Love is blooming at Sakuragaoka High School. Natsuki Enomoto has finally mustered the courage to confess to her childhood friend, Yuu Setoguchi. However, in the final moments of her confession, an embarrassed Natsuki passes it off as a "practice confession." Oblivious to her true feelings and struggling with his own, Yuu promises to support Natsuki in her quest for love. While Natsuki deals with her failed confession, fellow classmate Koyuki Ayase struggles with his own feelings for Natsuki. Despite his timidness, he is determined to win over her heart. This movie follows Natsuki as she dreams of one day ending her practices and genuinely confessing to Yuu. Meanwhile, close friends also find themselves entangled in their own webs of unrequited love and unspoken affections.

This Is Jane

Dissatisfied with the state of health services available in the United States during the 1960s, an activist in Chicago forms a group that provides education and counseling for women seeking abortions.

Uncensored

During the Nazi occupation of Belgium during World War II, a Belgian resistance group revives the newspaper "La Libre Belgique" to expose and counter Nazi propaganda efforts to deceive the people. They are so effective that the Nazis offer a reward for the capture of the paper's staff, although they don't know their identities. One of them is a well-known entertainer, and when his jealous partner hears of the reward, he turns him in. The paper's publishers escape capture, but their staff doesn't. The paper's founders must find not only a way to keep from getting captured by the Nazis but keep their newspaper going and get their staff released.

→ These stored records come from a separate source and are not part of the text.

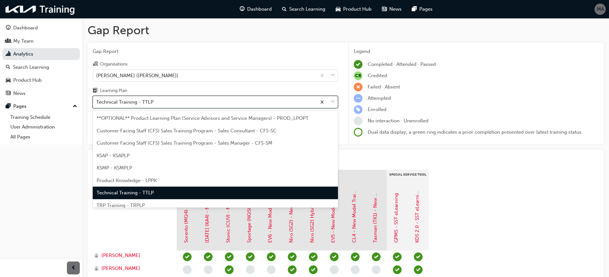 This screenshot has width=609, height=277. I want to click on div: Special Service Tool, so click(407, 178).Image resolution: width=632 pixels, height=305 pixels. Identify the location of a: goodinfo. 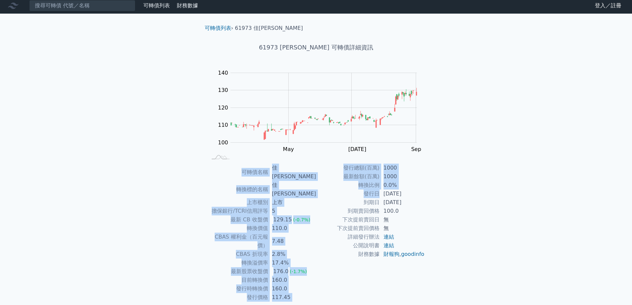
(413, 254).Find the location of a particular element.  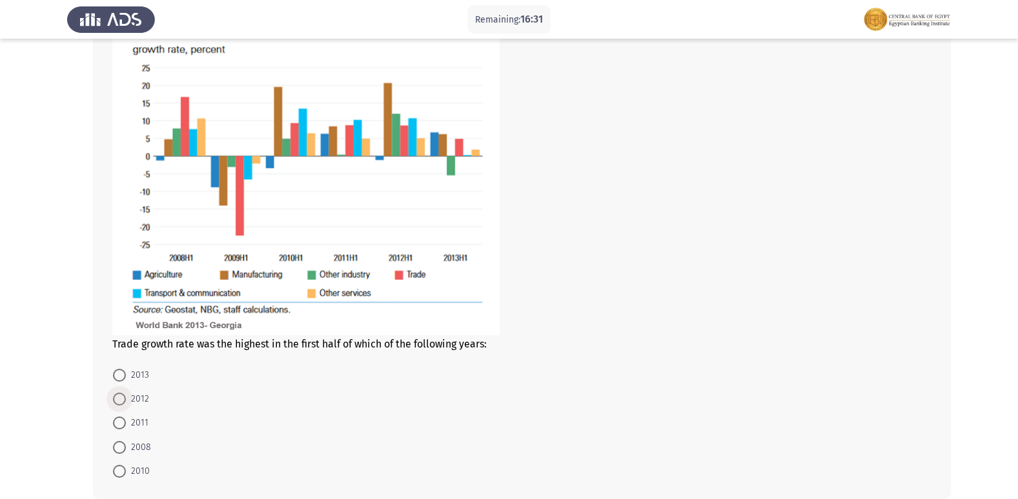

The Files of Young Kindaichi: Murder on the Magic Express

When the head of the touring magician's group "Magical Fantasy" is murdered on a train while on his way to Hokkaido, young Kindaichi, who also just happens to be on board, is fast on the case to find the culprit. But just as quickly as the case unfolds, the body disappears only to be rediscovered again, along with other new bodies.

Forrest Gump

A man with a low IQ has accomplished great things in his life and been present during significant historic events—in each case, far exceeding what anyone imagined he could do. But despite all he has achieved, his one true love eludes him.

American Beauty

Lester Burnham, a depressed suburban father in a mid-life crisis, decides to turn his hectic life around after developing an infatuation with his daughter's attractive friend.

Street Kids Violence

A case of juvenile violence called "Horrible Tortures" shocks the city. The highest sentencing is life in prison. However, one of the most important criminal in the case, Beep, is only sentenced to seven-year imprisonment. The verdict has the other story behind.

La colonna infame

Historical drama, based upon the novel by Alessandro Manzoni.

Kung Fu Yoga

Two professors team up to locate a lost treasure and embark on an adventure that takes them from a Tibetan ice cave to Dubai, and to a mountain temple in India.

Heal the Living

The intersecting lives of teens on a surfing trip, a woman with a weak heart and two teams of doctors and medical experts.